BOSTON — A Venezuelan woman has been apprehended on charges linked to the 2019 shooting of baseball legend David Ortiz, a crime that has kept the Dominican Republic Police busy for nearly five years. According to Boston 25 News, María Fernanda Villasmil Manzanilla, 25, was taken into custody by Interpol with Dominican officials stating that she was wanted with a red notification.
While the precise charges Manzanilla is facing remain unclear, her arrest by Interpol adds another layer to the famed incident where David Ortiz, lovingly known as Big Papi, was shot at a Santo Domingo bar while surrounded by friends. In the attack that nearly claimed the life of the Boston Red Sox icon and beloved Dominican native, wounds were grave enough that Ortiz needed medical care all the way in Mass General Hospital in Boston, as CBS News Boston reports.

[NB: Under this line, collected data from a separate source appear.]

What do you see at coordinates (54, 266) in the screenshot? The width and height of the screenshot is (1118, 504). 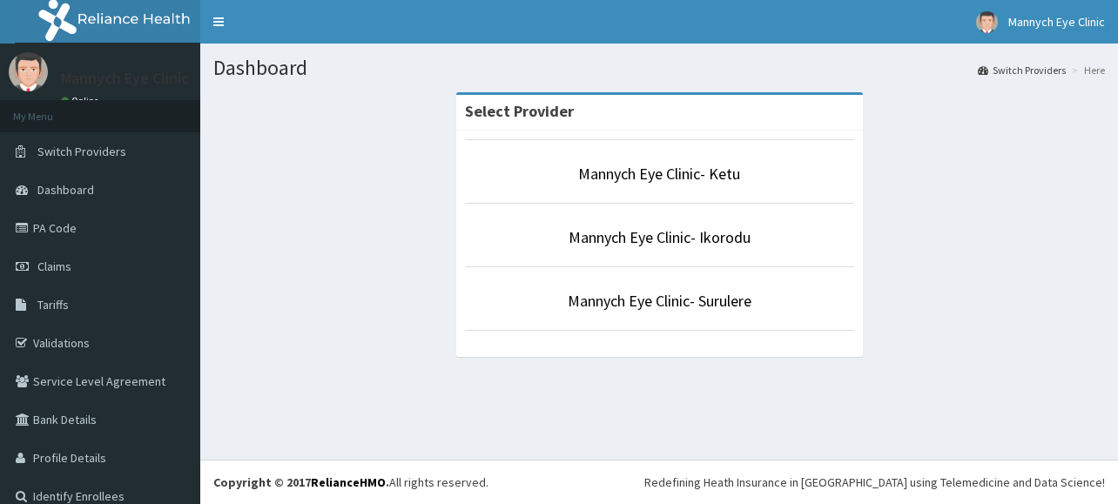 I see `span: Claims` at bounding box center [54, 266].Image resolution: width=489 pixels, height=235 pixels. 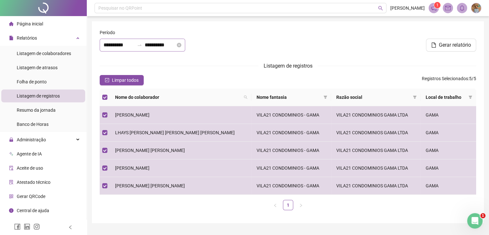 I want to click on li: Próxima página, so click(x=301, y=205).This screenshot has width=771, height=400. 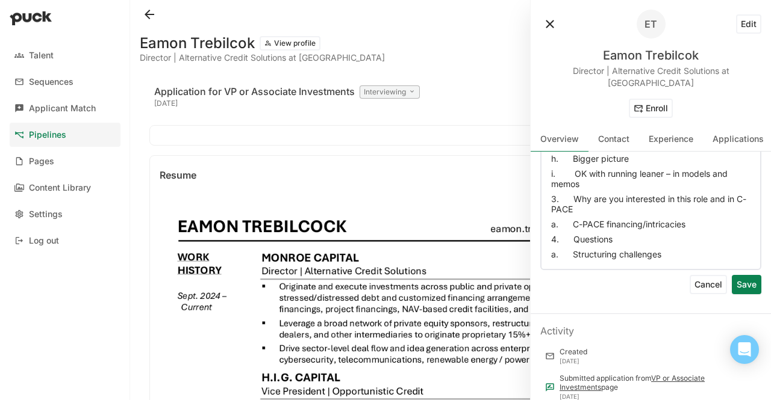 I want to click on div: Eamon Trebilcok, so click(x=650, y=55).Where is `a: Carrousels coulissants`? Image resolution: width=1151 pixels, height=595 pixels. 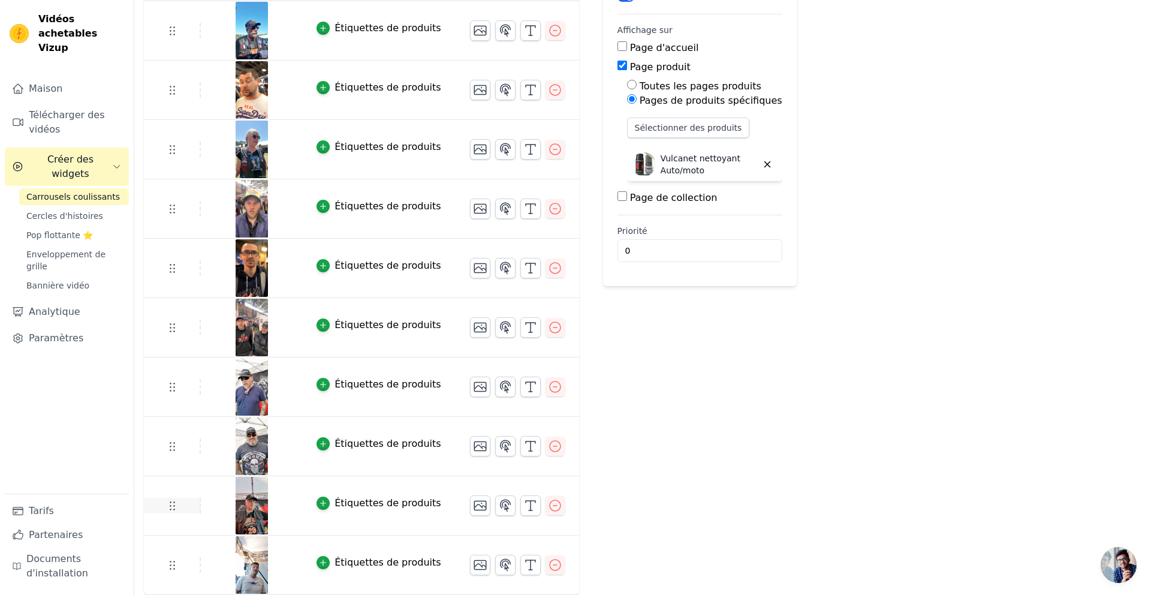 a: Carrousels coulissants is located at coordinates (74, 197).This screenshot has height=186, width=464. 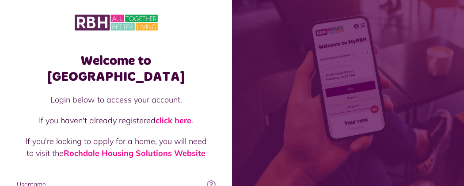 What do you see at coordinates (134, 153) in the screenshot?
I see `a: Rochdale Housing Solutions Website` at bounding box center [134, 153].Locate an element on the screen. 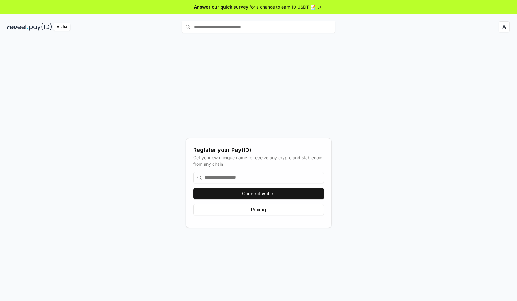  div: Alpha is located at coordinates (62, 27).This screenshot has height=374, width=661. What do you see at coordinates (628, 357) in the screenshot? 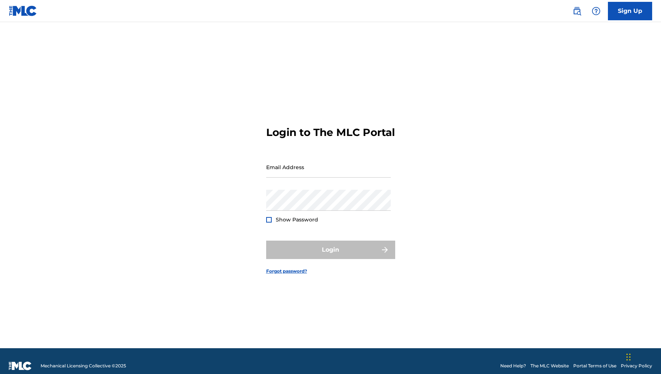
I see `div: Arrastar` at bounding box center [628, 357].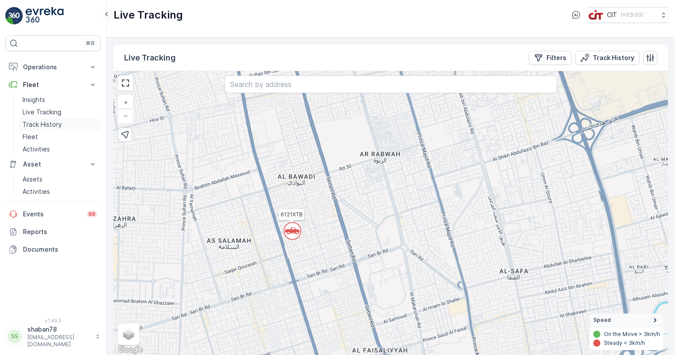  Describe the element at coordinates (53, 67) in the screenshot. I see `button: Operations` at that location.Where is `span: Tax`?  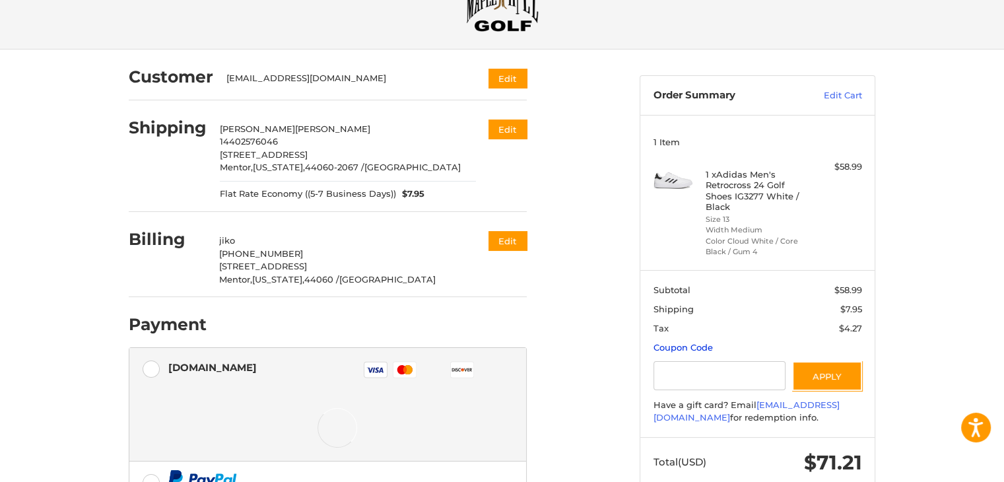
span: Tax is located at coordinates (661, 328).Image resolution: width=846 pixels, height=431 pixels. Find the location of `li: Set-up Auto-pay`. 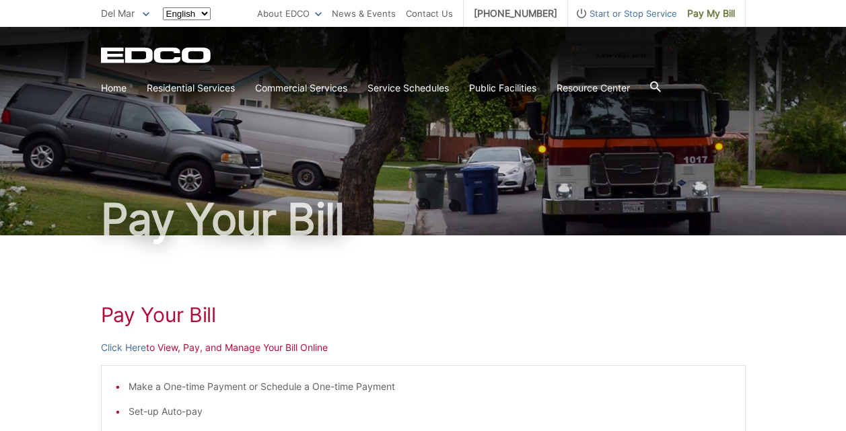

li: Set-up Auto-pay is located at coordinates (430, 412).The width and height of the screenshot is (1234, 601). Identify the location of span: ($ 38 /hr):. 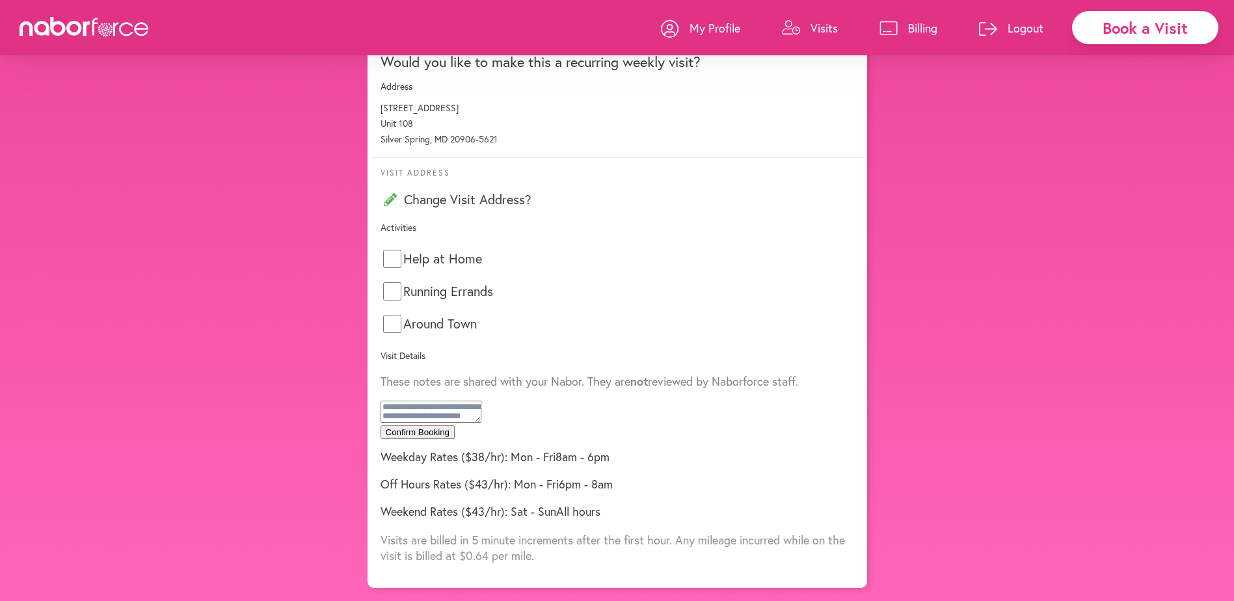
(484, 457).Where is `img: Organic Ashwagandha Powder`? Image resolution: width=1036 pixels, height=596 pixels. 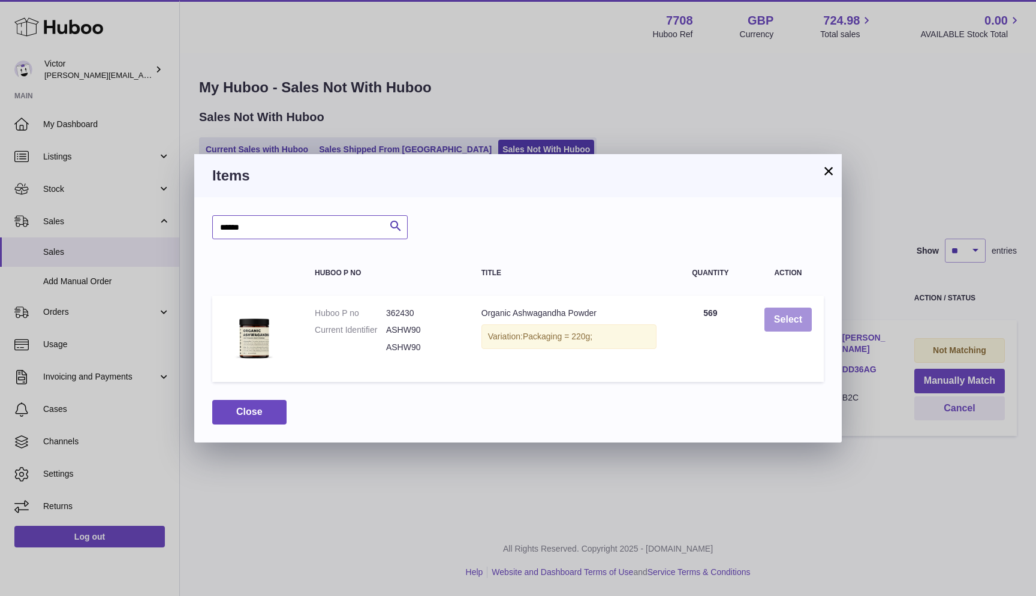 img: Organic Ashwagandha Powder is located at coordinates (254, 337).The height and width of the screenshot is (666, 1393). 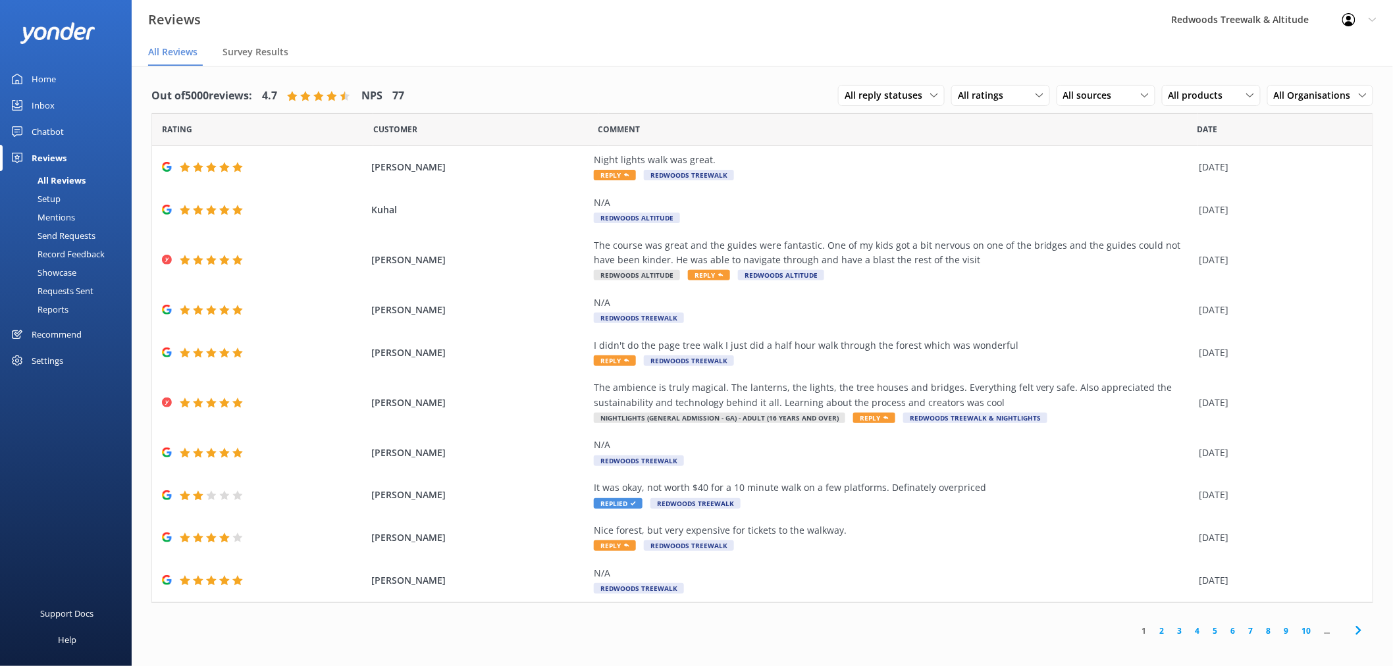 What do you see at coordinates (70, 236) in the screenshot?
I see `a: Send Requests` at bounding box center [70, 236].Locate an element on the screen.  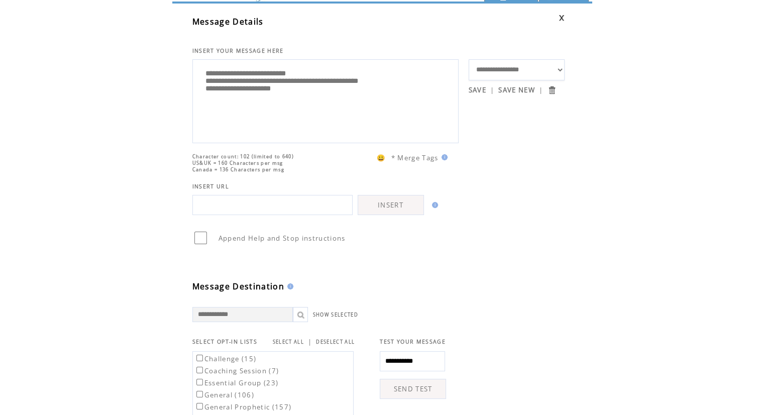
label: General (106) is located at coordinates (224, 395).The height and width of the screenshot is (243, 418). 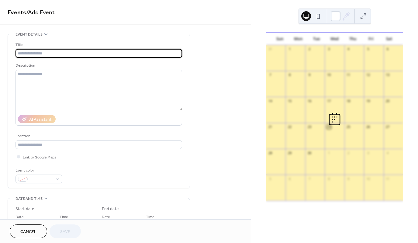 I want to click on div: 18, so click(x=348, y=101).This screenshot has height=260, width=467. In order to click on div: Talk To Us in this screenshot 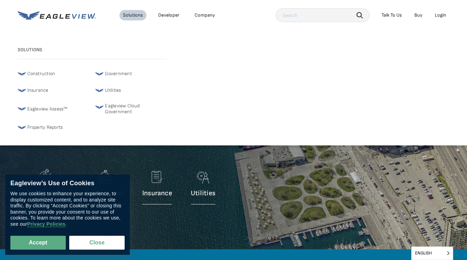, I will do `click(392, 15)`.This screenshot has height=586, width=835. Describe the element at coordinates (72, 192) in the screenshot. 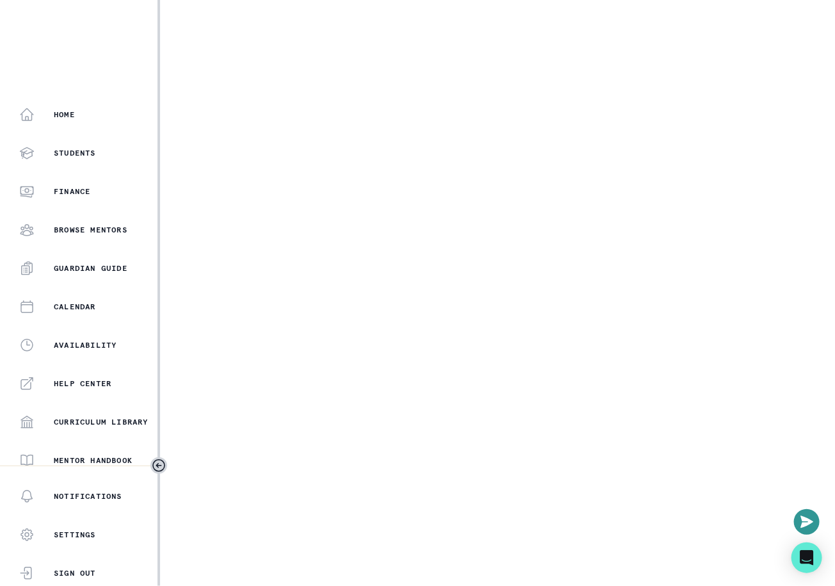

I see `p: Finance` at that location.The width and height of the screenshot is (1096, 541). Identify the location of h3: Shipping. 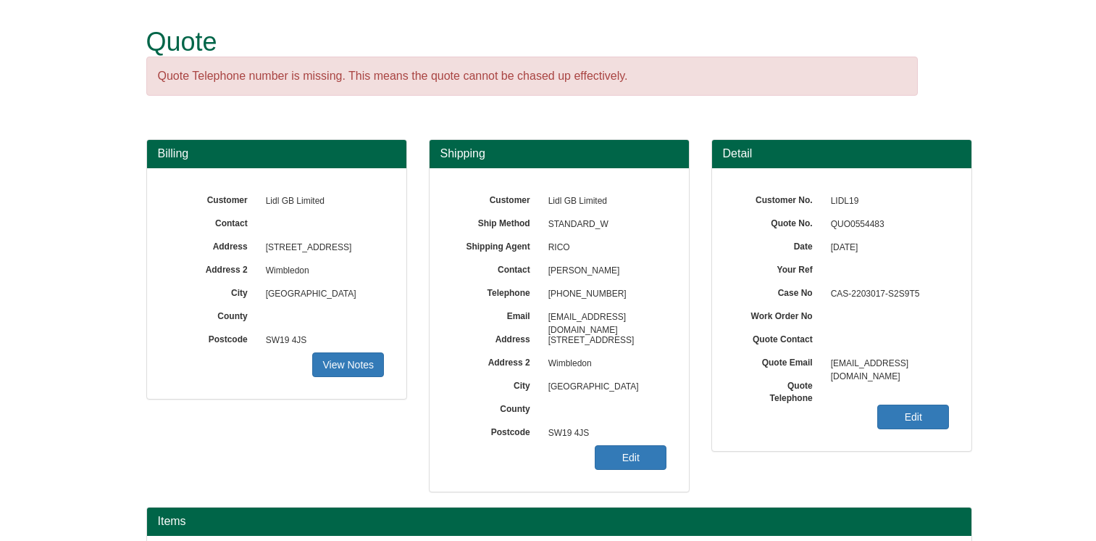
(559, 154).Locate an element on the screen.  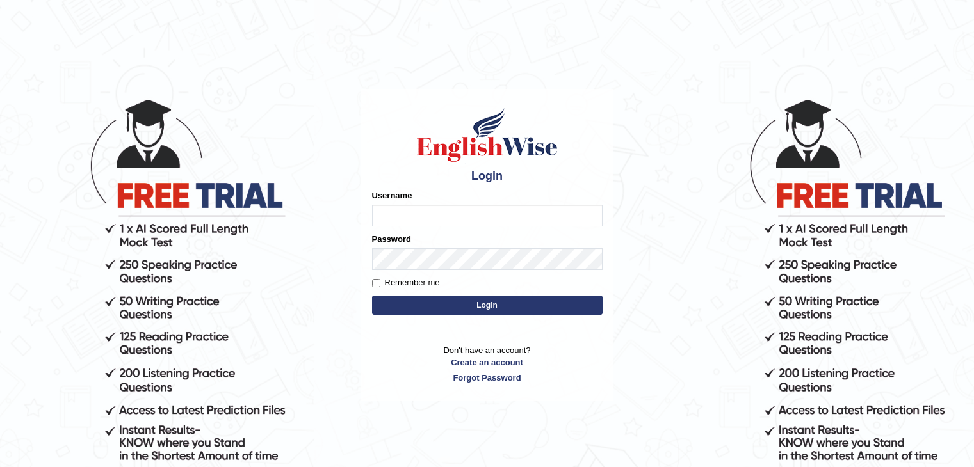
a: Forgot Password is located at coordinates (487, 378).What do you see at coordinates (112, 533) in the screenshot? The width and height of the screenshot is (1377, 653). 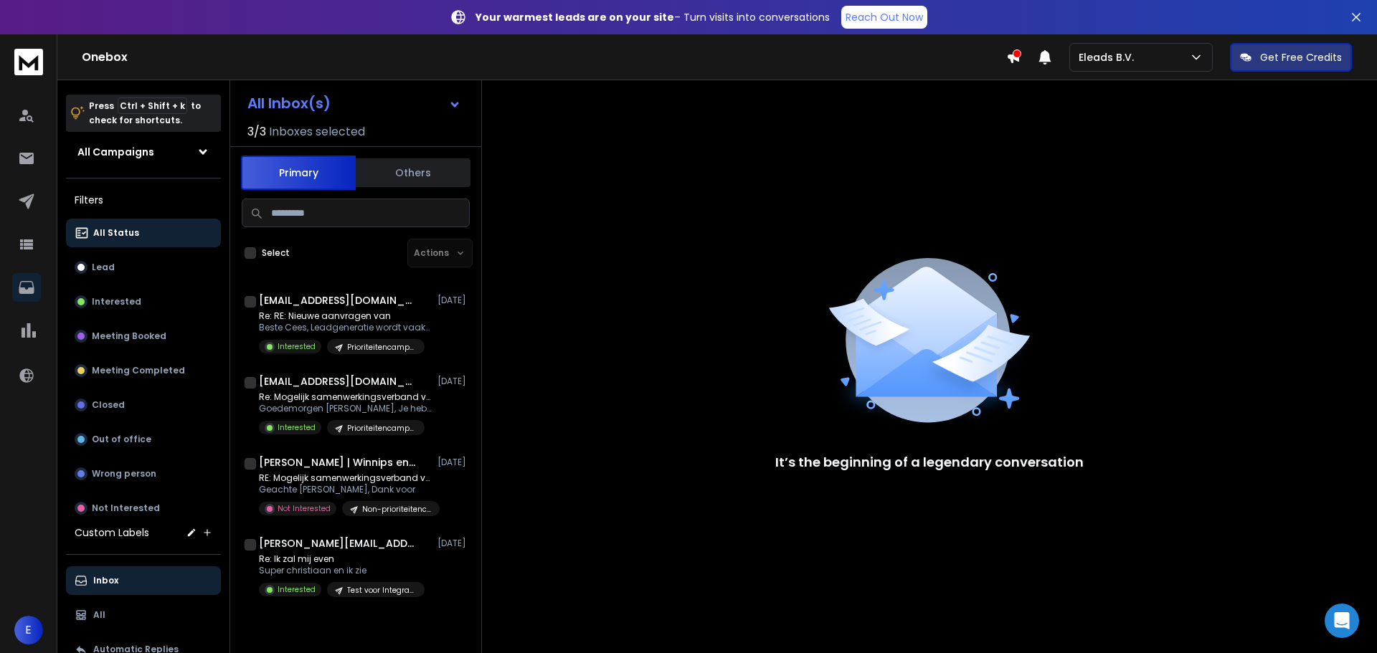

The narrative surrounding the shooting of David Ortiz, a convoluted tale entangled with hitmen, mistaken identity, and rumored drug traffickers' jealousy, reads like a script stripped straight from a thriller—only this drama played out in the harsh light of reality. Dominican authorities initially spun a story where hitmen targeted Ortiz’s cousin, Sixto David Fernandez, only to confuse him with the larger-than-life Ortiz. But private investigators, hired by Ortiz, suggested an alternative plotline involving a Dominican drug trafficker who bore envy towards the slugger—a theory which sent ripples through the public consciousness.
In response to the harrowing ordeal, Ortiz himself pondered, "That was a question I asked myself. I’m a good person, I’m a friendly guy. I want to make sure people around me are taken care of," according to a 2019 interview obtained by Boston 25 News. The incident, a stark intrusion into his life's narrative, pushed Ortiz to adopt a more guarded outlook.
The saga's legal chapter concluded this past December when a Dominican court handed down convictions to ten individuals involved in the shooting. Santo Domingo's First Collegiate Court imposed sentences ranging from 5 to 30 years for crimes including criminal organization, attempted murder, and use of illegal firearms.